What is the purpose of Order By 1 in SQL select statement?
I'm reading through some old code at work, and have noticed that there are several views with an order by 1
clause. What does this accomplish?
Example:
Create view v_payment_summary AS
SELECT A.PAYMENT_DATE,
(SELECT SUM(paymentamount)
FROM payment B
WHERE PAYMENT_DATE = B.PAYMENT_DATE
and SOME CONDITION) AS SUM_X,
(SELECT SUM(paymentamount)
FROM payment B
WHERE PAYMENT_DATE = B.PAYMENT_DATE
and SOME OTHER CONDITION) AS SUM_Y
FROM payment A
ORDER BY 1;
Solution 1:
This:
ORDER BY 1
...is known as an "Ordinal" - the number stands for the column based on the number of columns defined in the SELECT clause. In the query you provided, it means:
ORDER BY A.PAYMENT_DATE
It's not a recommended practice, because:
- It's not obvious/explicit
- If the column order changes, the query is still valid so you risk ordering by something you didn't intend
Solution 2:
This is useful when you use set based operators e.g. union
select cola
from tablea
union
select colb
from tableb
order by 1;
Solution 3:
it simply means sorting the view or table by 1st column of query's result.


● **WORK REQUEST**: Please output the whole listing below exactly as it is.

● **INFORMATION SHOWN**:
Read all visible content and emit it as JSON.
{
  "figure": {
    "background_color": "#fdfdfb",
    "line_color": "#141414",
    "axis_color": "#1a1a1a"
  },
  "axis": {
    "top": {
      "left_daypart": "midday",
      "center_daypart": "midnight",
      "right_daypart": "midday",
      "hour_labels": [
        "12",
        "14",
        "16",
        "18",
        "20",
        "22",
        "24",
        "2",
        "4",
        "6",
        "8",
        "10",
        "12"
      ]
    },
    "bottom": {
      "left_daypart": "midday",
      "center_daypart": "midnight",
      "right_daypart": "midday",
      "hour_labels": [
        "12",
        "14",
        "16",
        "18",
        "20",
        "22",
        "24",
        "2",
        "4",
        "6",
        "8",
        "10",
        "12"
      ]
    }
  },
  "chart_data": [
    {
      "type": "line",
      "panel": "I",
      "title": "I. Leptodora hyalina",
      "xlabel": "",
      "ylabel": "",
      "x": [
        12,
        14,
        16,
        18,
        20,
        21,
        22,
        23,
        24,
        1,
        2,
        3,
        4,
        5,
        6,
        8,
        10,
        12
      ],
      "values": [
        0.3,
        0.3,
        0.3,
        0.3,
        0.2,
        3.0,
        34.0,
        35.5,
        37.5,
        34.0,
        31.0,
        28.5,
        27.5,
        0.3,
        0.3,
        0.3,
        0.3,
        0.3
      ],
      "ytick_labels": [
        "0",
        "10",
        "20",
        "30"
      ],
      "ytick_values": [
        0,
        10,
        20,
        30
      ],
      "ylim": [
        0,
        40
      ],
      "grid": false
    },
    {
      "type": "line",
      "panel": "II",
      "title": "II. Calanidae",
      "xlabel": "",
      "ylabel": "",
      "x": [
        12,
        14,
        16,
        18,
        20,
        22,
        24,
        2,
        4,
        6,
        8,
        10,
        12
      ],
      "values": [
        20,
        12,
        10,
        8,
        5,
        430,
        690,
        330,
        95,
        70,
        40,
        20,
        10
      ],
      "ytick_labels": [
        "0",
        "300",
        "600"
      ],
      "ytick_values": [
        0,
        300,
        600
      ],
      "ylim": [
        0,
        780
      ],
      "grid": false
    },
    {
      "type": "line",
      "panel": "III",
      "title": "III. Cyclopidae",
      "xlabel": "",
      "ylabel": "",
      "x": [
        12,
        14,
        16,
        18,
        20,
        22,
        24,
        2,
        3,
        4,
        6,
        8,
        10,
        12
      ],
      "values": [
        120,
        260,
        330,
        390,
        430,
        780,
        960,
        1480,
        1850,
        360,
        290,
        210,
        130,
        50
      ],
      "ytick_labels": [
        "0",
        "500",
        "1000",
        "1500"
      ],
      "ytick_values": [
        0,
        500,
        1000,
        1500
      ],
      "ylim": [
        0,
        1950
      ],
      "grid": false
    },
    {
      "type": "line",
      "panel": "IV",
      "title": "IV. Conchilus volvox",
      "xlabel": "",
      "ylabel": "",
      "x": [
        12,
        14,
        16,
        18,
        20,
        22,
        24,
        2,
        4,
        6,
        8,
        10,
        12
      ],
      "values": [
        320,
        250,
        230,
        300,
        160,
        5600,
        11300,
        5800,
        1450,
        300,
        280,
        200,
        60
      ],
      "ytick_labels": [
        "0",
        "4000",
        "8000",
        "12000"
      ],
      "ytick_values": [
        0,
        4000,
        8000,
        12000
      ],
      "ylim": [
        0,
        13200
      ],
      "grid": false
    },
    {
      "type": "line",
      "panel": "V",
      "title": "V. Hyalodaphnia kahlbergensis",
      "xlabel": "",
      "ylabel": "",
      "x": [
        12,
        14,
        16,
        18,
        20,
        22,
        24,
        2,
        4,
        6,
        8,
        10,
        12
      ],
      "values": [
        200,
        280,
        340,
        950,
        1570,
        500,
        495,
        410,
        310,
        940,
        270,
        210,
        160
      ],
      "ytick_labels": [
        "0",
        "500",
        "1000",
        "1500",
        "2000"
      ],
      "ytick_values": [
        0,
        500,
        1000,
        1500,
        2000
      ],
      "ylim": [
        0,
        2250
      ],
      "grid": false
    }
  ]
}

● **REPLY**:
Read all visible content and emit it as JSON.
{
  "figure": {
    "background_color": "#fdfdfb",
    "line_color": "#141414",
    "axis_color": "#1a1a1a"
  },
  "axis": {
    "top": {
      "left_daypart": "midday",
      "center_daypart": "midnight",
      "right_daypart": "midday",
      "hour_labels": [
        "12",
        "14",
        "16",
        "18",
        "20",
        "22",
        "24",
        "2",
        "4",
        "6",
        "8",
        "10",
        "12"
      ]
    },
    "bottom": {
      "left_daypart": "midday",
      "center_daypart": "midnight",
      "right_daypart": "midday",
      "hour_labels": [
        "12",
        "14",
        "16",
        "18",
        "20",
        "22",
        "24",
        "2",
        "4",
        "6",
        "8",
        "10",
        "12"
      ]
    }
  },
  "chart_data": [
    {
      "type": "line",
      "panel": "I",
      "title": "I. Leptodora hyalina",
      "xlabel": "",
      "ylabel": "",
      "x": [
        12,
        14,
        16,
        18,
        20,
        21,
        22,
        23,
        24,
        1,
        2,
        3,
        4,
        5,
        6,
        8,
        10,
        12
      ],
      "values": [
        0.3,
        0.3,
        0.3,
        0.3,
        0.2,
        3.0,
        34.0,
        35.5,
        37.5,
        34.0,
        31.0,
        28.5,
        27.5,
        0.3,
        0.3,
        0.3,
        0.3,
        0.3
      ],
      "ytick_labels": [
        "0",
        "10",
        "20",
        "30"
      ],
      "ytick_values": [
        0,
        10,
        20,
        30
      ],
      "ylim": [
        0,
        40
      ],
      "grid": false
    },
    {
      "type": "line",
      "panel": "II",
      "title": "II. Calanidae",
      "xlabel": "",
      "ylabel": "",
      "x": [
        12,
        14,
        16,
        18,
        20,
        22,
        24,
        2,
        4,
        6,
        8,
        10,
        12
      ],
      "values": [
        20,
        12,
        10,
        8,
        5,
        430,
        690,
        330,
        95,
        70,
        40,
        20,
        10
      ],
      "ytick_labels": [
        "0",
        "300",
        "600"
      ],
      "ytick_values": [
        0,
        300,
        600
      ],
      "ylim": [
        0,
        780
      ],
      "grid": false
    },
    {
      "type": "line",
      "panel": "III",
      "title": "III. Cyclopidae",
      "xlabel": "",
      "ylabel": "",
      "x": [
        12,
        14,
        16,
        18,
        20,
        22,
        24,
        2,
        3,
        4,
        6,
        8,
        10,
        12
      ],
      "values": [
        120,
        260,
        330,
        390,
        430,
        780,
        960,
        1480,
        1850,
        360,
        290,
        210,
        130,
        50
      ],
      "ytick_labels": [
        "0",
        "500",
        "1000",
        "1500"
      ],
      "ytick_values": [
        0,
        500,
        1000,
        1500
      ],
      "ylim": [
        0,
        1950
      ],
      "grid": false
    },
    {
      "type": "line",
      "panel": "IV",
      "title": "IV. Conchilus volvox",
      "xlabel": "",
      "ylabel": "",
      "x": [
        12,
        14,
        16,
        18,
        20,
        22,
        24,
        2,
        4,
        6,
        8,
        10,
        12
      ],
      "values": [
        320,
        250,
        230,
        300,
        160,
        5600,
        11300,
        5800,
        1450,
        300,
        280,
        200,
        60
      ],
      "ytick_labels": [
        "0",
        "4000",
        "8000",
        "12000"
      ],
      "ytick_values": [
        0,
        4000,
        8000,
        12000
      ],
      "ylim": [
        0,
        13200
      ],
      "grid": false
    },
    {
      "type": "line",
      "panel": "V",
      "title": "V. Hyalodaphnia kahlbergensis",
      "xlabel": "",
      "ylabel": "",
      "x": [
        12,
        14,
        16,
        18,
        20,
        22,
        24,
        2,
        4,
        6,
        8,
        10,
        12
      ],
      "values": [
        200,
        280,
        340,
        950,
        1570,
        500,
        495,
        410,
        310,
        940,
        270,
        210,
        160
      ],
      "ytick_labels": [
        "0",
        "500",
        "1000",
        "1500",
        "2000"
      ],
      "ytick_values": [
        0,
        500,
        1000,
        1500,
        2000
      ],
      "ylim": [
        0,
        2250
      ],
      "grid": false
    }
  ]
}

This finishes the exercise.